Photo: My Photo Buddy/Shutterstock

How Climate Change Transformed Southwest Colorado, a Place I Love

United States Colorado Activism
by Nicole Gentempo Feb 7, 2017

IN 2002 I RETURNED from a senior trip to find a towering plume of black smoke above my home in Durango, Colorado. Smartphones didn’t exist yet and calls home had been brief. I had no idea I was coming home to a massive wildfire — the “Missionary Ridge fire” — just one of the many wildfires burning in my home state of Colorado that year.

Standing in my high school gymnasium, I watched people rushing from supply tables to waiting volunteers. Outside, ash-covered firefighters were lying down all over the high school lawn, fallen in place to catch a moment’s nap. Where the parking lot should’ve been, stood a tent city, the matching army tents forming a little village with more firefighters in their yellow and green uniforms. I squinted in the ash-filled air and could see the flames raging through the canopy with no sign of slowing.

We’d been in a drought for years but had finally reached the tipping point. In Colorado, most moisture comes from the snowpack, stored there like a frozen reservoir providing water during the dry spring. Then, usually, relief comes in late June and July with the monsoon season. That’s how it used to be at least. In 2002, there had been an extremely low snowpack and by early June the ground had been dry for a long time. In fact, according to the Durango Herald, the county had received only 1.3” of precipitation all year. The Animas river was barely a trickle and the hillsides were brown. Over the ridge, the heart of the fire raged towards Vallecito Reservoir. Well, it was usually a reservoir. This year it was empty. People had actually parked their vehicles in the middle of the bare lake bed to get them out of the fire’s path. What should have been a green lush valley lined with ponderosa pines was brown, black, and ablaze.

In Southwest Colorado, the climate is just on the line between arid high desert and alpine. Winter storm systems usually come from the southwest where warm pacific moisture funnels in. El Niño years are wet with lots of snow, but La Niña years can leave the area dryer with above average temperatures. These patterns were normal, predictable. However, in the last few decades, the reliability and predictability of these currents and their weather patterns have been changing. La Niña years can now bring record snow, and El Niño storms can fizzle out before they reach the region. Everything has become extremely variable. Droughts are longer and more severe, and some years the monsoons never come at all. Some 2016 studies by Climate Central have shown that the western U.S. has warmed by an average of 1.9 degrees since the 1970s. This means the snow shows up later and melts sooner, giving the trees more time to dry out. In the 1970s a wildfire season lasted about five months. Today fires are starting earlier, and some don’t stop until the snow returns — extending the wildfire season to seven months. Fires are also getting bigger with large, 1,000-acre-plus burns increasing every year. The Missionary Ridge fire burned 72,962 acres. To compound the drought issues, the warmer temperatures are also allowing the bark beetles a longer lifespan and less die off in winter. This means huge stands of pine trees are being killed. Forests of brown, dead trees are a common sight now, sitting there just waiting for a spark. The climate is changing and with it the landscape of the west, and my home.
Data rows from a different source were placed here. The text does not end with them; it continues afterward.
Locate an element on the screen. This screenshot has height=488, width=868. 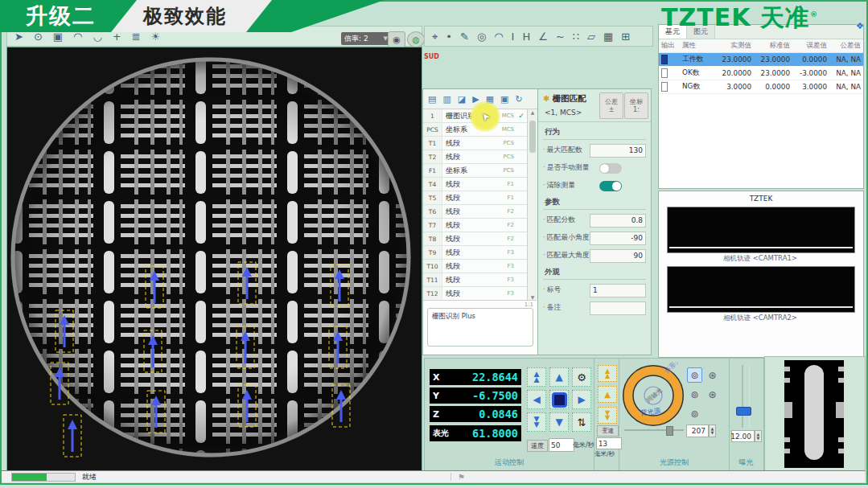
scroll-thumb is located at coordinates (533, 137).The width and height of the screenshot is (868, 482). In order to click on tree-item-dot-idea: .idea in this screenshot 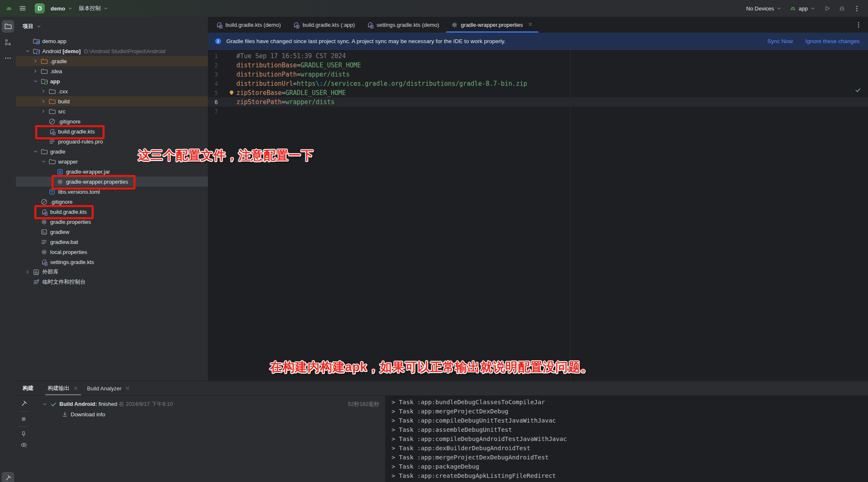, I will do `click(112, 71)`.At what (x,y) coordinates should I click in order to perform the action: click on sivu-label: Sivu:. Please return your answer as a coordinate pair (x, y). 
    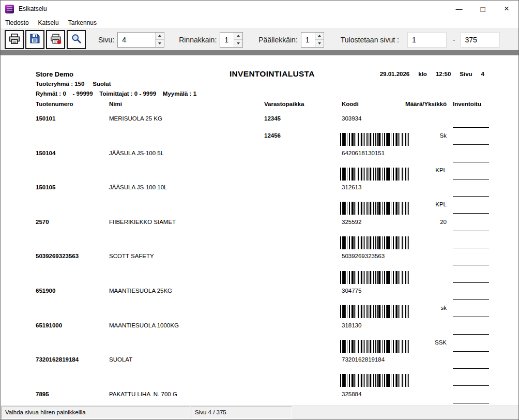
    Looking at the image, I should click on (106, 40).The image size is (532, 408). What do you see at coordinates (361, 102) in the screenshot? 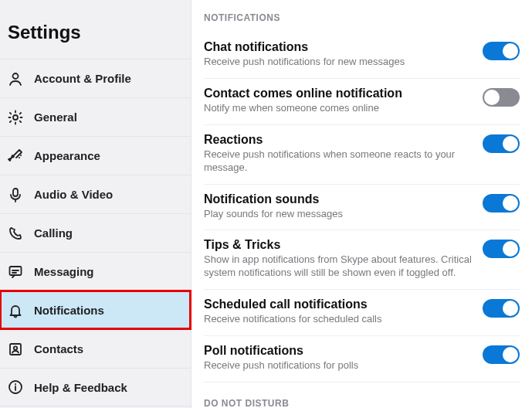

After the Missionary Ridge Fire, when the rain finally came, landslides crashed down, blocking roadways, damaging homes and leaving brown scars on the hillsides. It has been years now since that massive fire, but the land is still marred. Before the 2002 wildfires happened, they were smaller and less common. Now there is at least one fire every year. In 2012, I remember standing in my yard and counting five plumes of smoke surrounding the town. Fire has become normal, blackened stands of trees a familiar sight. I can’t look around without seeing the evidence of a fire, each year adding more scars. My whole life the warm smell of Ponderosa bark, like vanilla icing, can bring me back to memories — of camping, hiking, rafting and playing in the Colorado forests. Now where trees do grow back after a fire, they aren’t the mighty Ponderosa but scrub oaks and Piñon pine — the smaller, faster growing, more hardy tree varieties. As the earth warms and the fires continue, I wonder if we will be able to keep our forests, or if this is the beginning of the desert creeping north. It is hard to know what else may lay ahead. What I do know is the scenery I grew up with has changed, the smell has changed, my home has changed.